Manufacturing Industry
Price War Takes a Toll
Electronic News, August 23, 1999 by Linley Gwennap
The costs of Intel's price war at the low end are starting to show. The intended target, Advanced Micro Devices, is certainly suffering. But Intel is also feeling the pain: the company's second-quarter revenue and ASP (average selling price) were both down from the previous quarter, despite expectations that they would be steady. With AMD's Athlon poised to enter the market, the price war could spread to Intel's Pentium III products -- which could prove disastrous for both companies.
The genesis of the price war came late last year as Intel's weak Celeron offerings were being hammered by low-end chips from AMD, Cyrix, and even IDT. Whenever Intel's market share dips below 80 percent, a big red light starts flashing in the chief executive officer's office. In fourth quarter 1998, Intel's share of the x86 PC-processor market was only 75 percent, according to our estimates, with AMD's rising to 14 percent. CEO Barrett immediately put the Celeron troops on wartime status.
Wasting no time, Intel launched its price war on the first business day of this year by cutting its Celeron prices in half and introducing two new speed grades at once. Unable to increase its K6 clock speeds as rapidly, AMD saw its ASP plummet from $89 to $67 as it matched the Celeron price cuts. As a result, AMD went rapidly into the red after reporting a modest operating profit in fourth quarter 1998.
Even as it cut prices, AMD began losing business. Traditionally stingy Intel began offering big discounts off its already low Celeron list prices - anything to get a design win away from the competition. OEM sources report buying Celerons for as little as $40 earlier this year, despite a minimum list price of about $65.
As a result of this aggressive campaign, Intel's market share soared to 81 percent, while AMD's share fell to 13 percent of the market. In the second quarter, AMD actually built more than 2.3 million K6 processors that it couldn't sell, due to Intel's aggressive discounting.
Amazingly, Intel reported in the first quarter that its ASP was essentially unchanged from the previous quarter, despite the Celeron price cuts. Intel's trick was to use revenues from its high-priced Xeon products to offset declining prices in PC processors.
In the PC-processor market, second-quarter revenues are typically similar to first-quarter revenues, but this time Intel finally took damage from its own price war. We estimate that Intel's PC-processor ASP fell another $10 in the quarter, too much for Xeon to make up for. As a result, the overall ASP fell from $225 to $217, creating a 5 percent decline in revenue from first quarter 1999.
Compared with AMD, Intel is hardly in dire straits. But Intel's gains in market share have not been enough to make up for its decline in ASP. Therefore, we have to question the company's wisdom in continuing this campaign.
The key question is how Intel will react to Athlon (also known as the K7). The company has been able to dive-bomb Celeron prices, in part because that brand supplies only 10 percent of Intel's total CPU revenue and less than 5 percent of its profits. With 80 percent of its revenue coming from the Pentium II and Pentium III lines (the remainder is from Xeon), the company must be less callous about hurting its cash cow.
For now, Intel should simply ignore Athlon, waiting to see whether AMD succeeds in bringing the product to market and keeping it competitive. Extending the price war to Athlon will hurt Intel far more than AMD. Intel will ship more than 30 million Pentium II/III chips in the second half of 1999, while AMD isn't likely to ship more than one million to two million Athlons. A $50 price cut in this segment would cost AMD less than $100 million but would cost Intel about $1.5 billion.
That's not chump change, even for Intel. For the shareholders' sake, it's time to curtail the price war.
Linley Gwennap is editor of Microprocessor Report, published by Cahners Microdesign Resources.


**What you are asked to do**: All of the records below are to be copied exactly.

=== Input for this task ===

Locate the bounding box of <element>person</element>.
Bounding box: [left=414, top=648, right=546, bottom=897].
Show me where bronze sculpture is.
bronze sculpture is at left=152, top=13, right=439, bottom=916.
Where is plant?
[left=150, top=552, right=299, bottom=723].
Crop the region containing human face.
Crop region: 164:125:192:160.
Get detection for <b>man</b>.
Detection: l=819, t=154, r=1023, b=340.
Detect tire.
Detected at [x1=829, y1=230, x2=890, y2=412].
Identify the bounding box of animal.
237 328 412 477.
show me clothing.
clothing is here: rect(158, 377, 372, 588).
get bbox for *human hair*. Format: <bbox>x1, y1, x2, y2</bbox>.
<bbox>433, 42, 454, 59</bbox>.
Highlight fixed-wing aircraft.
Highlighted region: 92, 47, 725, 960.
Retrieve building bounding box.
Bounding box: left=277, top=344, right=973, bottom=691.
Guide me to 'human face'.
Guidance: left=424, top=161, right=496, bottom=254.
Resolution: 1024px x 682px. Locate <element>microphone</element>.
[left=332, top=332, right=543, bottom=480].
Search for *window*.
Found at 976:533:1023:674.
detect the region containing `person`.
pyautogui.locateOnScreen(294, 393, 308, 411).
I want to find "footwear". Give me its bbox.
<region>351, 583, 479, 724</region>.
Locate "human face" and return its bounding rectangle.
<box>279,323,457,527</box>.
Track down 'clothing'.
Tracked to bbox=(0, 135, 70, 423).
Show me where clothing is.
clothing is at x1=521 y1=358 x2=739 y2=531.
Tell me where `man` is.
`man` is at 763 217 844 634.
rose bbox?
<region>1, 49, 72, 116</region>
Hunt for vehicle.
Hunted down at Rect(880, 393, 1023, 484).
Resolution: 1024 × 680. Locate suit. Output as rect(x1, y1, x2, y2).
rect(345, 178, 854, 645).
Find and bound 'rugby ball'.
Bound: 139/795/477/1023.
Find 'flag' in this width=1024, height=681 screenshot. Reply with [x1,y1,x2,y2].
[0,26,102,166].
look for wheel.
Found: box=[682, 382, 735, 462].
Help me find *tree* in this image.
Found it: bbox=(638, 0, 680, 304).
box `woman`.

===

**Your response**:
Locate the bounding box of <element>person</element>.
Bounding box: [left=414, top=648, right=546, bottom=897].
Show me where bronze sculpture is.
bronze sculpture is at left=152, top=13, right=439, bottom=916.
Where is plant?
[left=150, top=552, right=299, bottom=723].
Crop the region containing human face.
Crop region: 164:125:192:160.
Get detection for <b>man</b>.
Detection: l=819, t=154, r=1023, b=340.
Detect tire.
Detected at [x1=829, y1=230, x2=890, y2=412].
Identify the bounding box of animal.
237 328 412 477.
show me clothing.
clothing is here: rect(158, 377, 372, 588).
get bbox for *human hair*. Format: <bbox>x1, y1, x2, y2</bbox>.
<bbox>433, 42, 454, 59</bbox>.
Highlight fixed-wing aircraft.
Highlighted region: 92, 47, 725, 960.
Retrieve building bounding box.
Bounding box: left=277, top=344, right=973, bottom=691.
Guide me to 'human face'.
Guidance: left=424, top=161, right=496, bottom=254.
Resolution: 1024px x 682px. Locate <element>microphone</element>.
[left=332, top=332, right=543, bottom=480].
Search for *window*.
Found at 976:533:1023:674.
detect the region containing `person`.
pyautogui.locateOnScreen(294, 393, 308, 411).
I want to find "footwear". Give me its bbox.
<region>351, 583, 479, 724</region>.
Locate "human face" and return its bounding rectangle.
<box>279,323,457,527</box>.
Track down 'clothing'.
Tracked to bbox=(0, 135, 70, 423).
Show me where clothing is.
clothing is at x1=521 y1=358 x2=739 y2=531.
Tell me where `man` is.
`man` is at 763 217 844 634.
rose bbox?
<region>1, 49, 72, 116</region>
Hunt for vehicle.
Hunted down at Rect(880, 393, 1023, 484).
Resolution: 1024 × 680. Locate suit. Output as rect(x1, y1, x2, y2).
rect(345, 178, 854, 645).
Find and bound 'rugby ball'.
Bound: 139/795/477/1023.
Find 'flag' in this width=1024, height=681 screenshot. Reply with [x1,y1,x2,y2].
[0,26,102,166].
look for wheel.
Found: box=[682, 382, 735, 462].
Help me find *tree* in this image.
Found it: bbox=(638, 0, 680, 304).
box `woman`.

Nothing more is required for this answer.